EXCERPTED RECORDS

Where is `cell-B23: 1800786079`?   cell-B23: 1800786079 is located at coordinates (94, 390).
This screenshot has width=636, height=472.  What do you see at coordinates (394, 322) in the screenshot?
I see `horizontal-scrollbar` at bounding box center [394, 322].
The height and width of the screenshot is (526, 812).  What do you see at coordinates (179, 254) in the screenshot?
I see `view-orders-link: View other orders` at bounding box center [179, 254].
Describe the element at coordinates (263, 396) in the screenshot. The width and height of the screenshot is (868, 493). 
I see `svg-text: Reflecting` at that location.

...

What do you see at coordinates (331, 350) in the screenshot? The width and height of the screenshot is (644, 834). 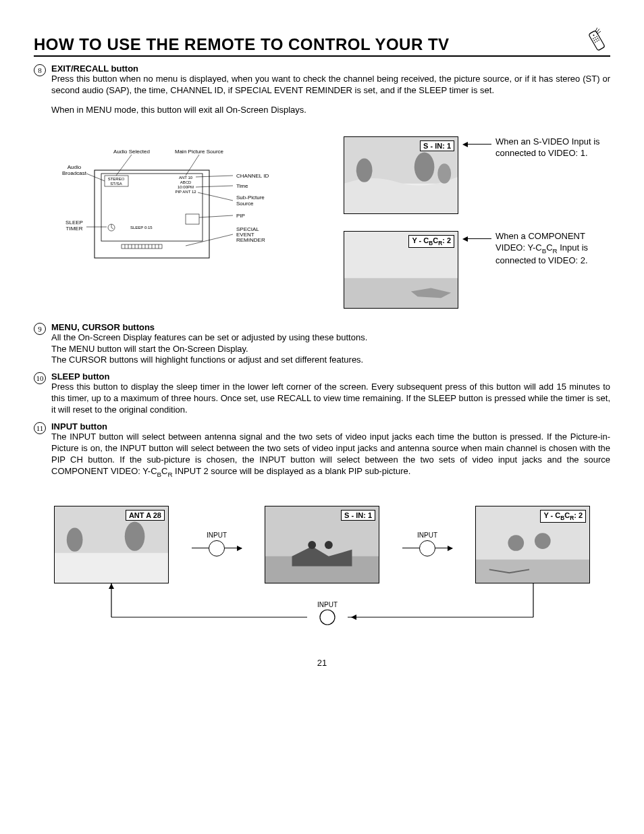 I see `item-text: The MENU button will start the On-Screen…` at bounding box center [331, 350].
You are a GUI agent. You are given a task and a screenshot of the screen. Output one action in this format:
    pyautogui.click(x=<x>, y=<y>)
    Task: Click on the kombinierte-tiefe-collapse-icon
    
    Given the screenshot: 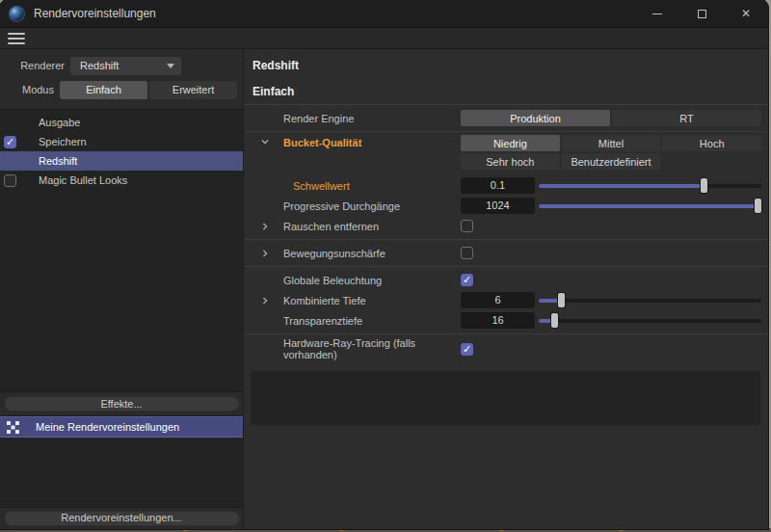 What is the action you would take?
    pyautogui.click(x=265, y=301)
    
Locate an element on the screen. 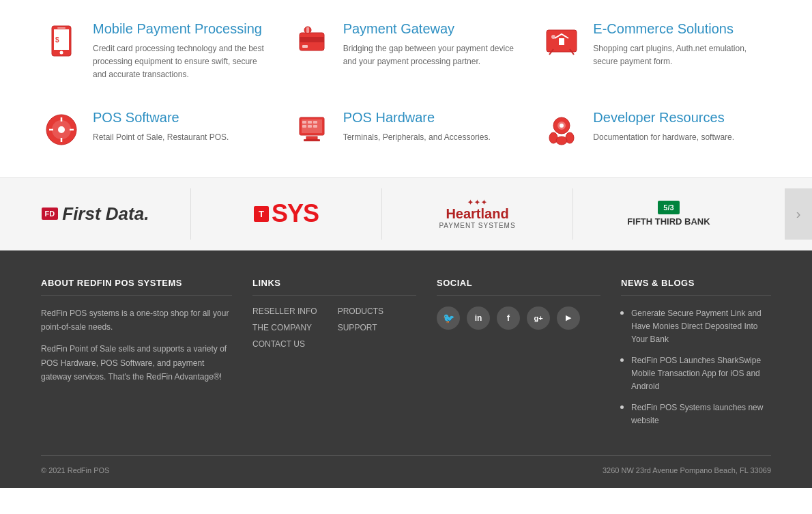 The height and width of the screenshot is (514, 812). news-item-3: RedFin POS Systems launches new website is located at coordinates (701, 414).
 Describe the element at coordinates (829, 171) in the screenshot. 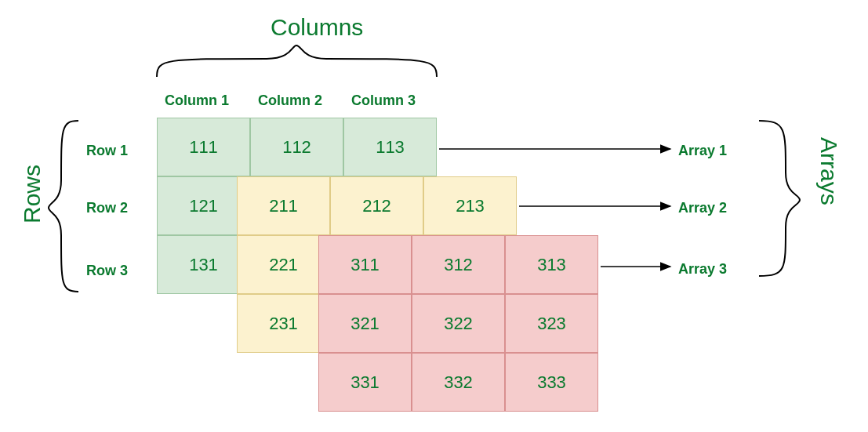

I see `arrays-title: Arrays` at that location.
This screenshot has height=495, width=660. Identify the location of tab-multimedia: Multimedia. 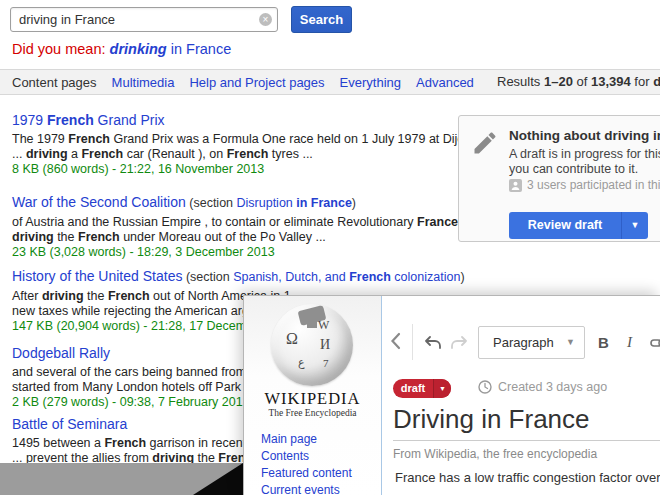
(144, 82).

EXERCISE AIM
From the records above, repeat exactly the lines from the one with "You are a GUI" through the one with "Task: Click on", both included.

PROBLEM SOLUTION
You are a GUI agent. You are given a task and a screenshot of the screen. Output one action in this format:
    pyautogui.click(x=<x>, y=<y>)
    Task: Click on the kombinierte-tiefe-collapse-icon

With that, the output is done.